“The Blue Guitar advances Banville’s lifelong project, pushes the world through his 'mesh of language.' It reveals new, opulent sentences. But if his story is set upon a sabotaged narrative scaffolding, the chiming beauty of all these sentences competes with another sound, an underscore of persistent wooden thunk.”
“As always, Banville traces this journey of self-discovery in the distinctive language he commands so effortlessly: precise yet evocative, clear-eyed and down-to-earth, yet shimmering with the mutability and mystery of art.”
“At every turn (and the structure and setting of the book are very tight, so there aren’t many turns), The Blue Guitar leaves us in the hands of a character who wants to think big thoughts about the mess he has made of things, but who struggles to rise to the occasion.”

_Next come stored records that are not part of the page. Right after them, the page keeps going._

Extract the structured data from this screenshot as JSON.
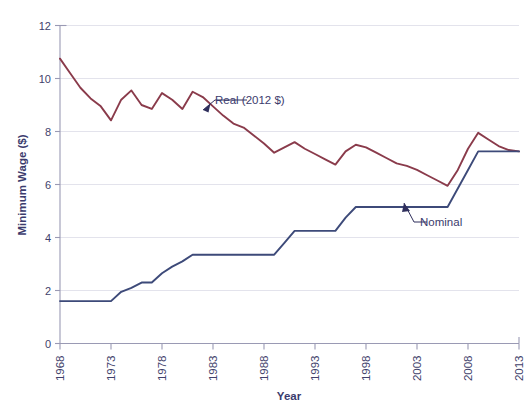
{
  "chart_data": {
    "type": "line",
    "title": "",
    "xlabel": "Year",
    "ylabel": "Minimum Wage ($)",
    "xlim": [
      1968,
      2013
    ],
    "ylim": [
      0,
      12
    ],
    "xticks": [
      "1968",
      "1973",
      "1978",
      "1983",
      "1988",
      "1993",
      "1998",
      "2003",
      "2008",
      "2013"
    ],
    "yticks": [
      "0",
      "2",
      "4",
      "6",
      "8",
      "10",
      "12"
    ],
    "grid": "horizontal",
    "legend_position": "inline-annotations",
    "colors": {
      "real": "#8a3b4b",
      "nominal": "#3d4a79",
      "text": "#3b3b6d",
      "grid": "#e3e3ec",
      "axis": "#9a9ab4",
      "background": "#ffffff"
    },
    "annotations": [
      {
        "name": "real-annotation",
        "label": "Real (2012 $)"
      },
      {
        "name": "nominal-annotation",
        "label": "Nominal"
      }
    ],
    "x": [
      1968,
      1969,
      1970,
      1971,
      1972,
      1973,
      1974,
      1975,
      1976,
      1977,
      1978,
      1979,
      1980,
      1981,
      1982,
      1983,
      1984,
      1985,
      1986,
      1987,
      1988,
      1989,
      1990,
      1991,
      1992,
      1993,
      1994,
      1995,
      1996,
      1997,
      1998,
      1999,
      2000,
      2001,
      2002,
      2003,
      2004,
      2005,
      2006,
      2007,
      2008,
      2009,
      2010,
      2011,
      2012,
      2013
    ],
    "series": [
      {
        "name": "Real (2012 $)",
        "color": "#8a3b4b",
        "values": [
          10.75,
          10.2,
          9.65,
          9.25,
          8.95,
          8.42,
          9.2,
          9.55,
          9.0,
          8.85,
          9.45,
          9.2,
          8.85,
          9.5,
          9.3,
          8.95,
          8.6,
          8.3,
          8.15,
          7.85,
          7.55,
          7.2,
          7.4,
          7.6,
          7.35,
          7.15,
          6.95,
          6.75,
          7.25,
          7.5,
          7.4,
          7.2,
          7.0,
          6.8,
          6.7,
          6.55,
          6.35,
          6.15,
          5.95,
          6.55,
          7.35,
          7.95,
          7.7,
          7.45,
          7.3,
          7.25
        ]
      },
      {
        "name": "Nominal",
        "color": "#3d4a79",
        "values": [
          1.6,
          1.6,
          1.6,
          1.6,
          1.6,
          1.6,
          1.95,
          2.1,
          2.3,
          2.3,
          2.65,
          2.9,
          3.1,
          3.35,
          3.35,
          3.35,
          3.35,
          3.35,
          3.35,
          3.35,
          3.35,
          3.35,
          3.8,
          4.25,
          4.25,
          4.25,
          4.25,
          4.25,
          4.75,
          5.15,
          5.15,
          5.15,
          5.15,
          5.15,
          5.15,
          5.15,
          5.15,
          5.15,
          5.15,
          5.85,
          6.55,
          7.25,
          7.25,
          7.25,
          7.25,
          7.25
        ]
      }
    ]
  }
}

“There is wordplay, the kind a more generous critic might call Nabokovian, about which the less said the better. Banville — and by extension his narrator — is a sophisticated writer, but it can make him an irritating one.”

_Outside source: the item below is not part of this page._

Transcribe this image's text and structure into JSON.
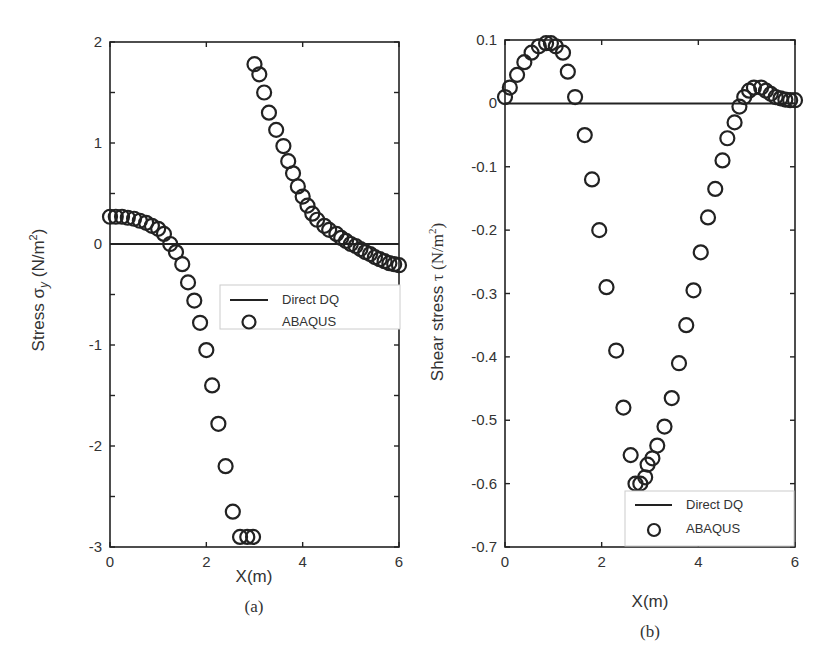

“The book is thus composed largely of Orme’s remarkably self-centered and grandiose musings. This is offputting at times, though it works well when the characters are absorbing the fallout of their various deceptions.”
“Readers new to Banville might like to start with an earlier novel, such as The Book of Evidence, with more of a narrative drive, but longtime admirers will appreciate here something close to a Banvillean ars poetica.”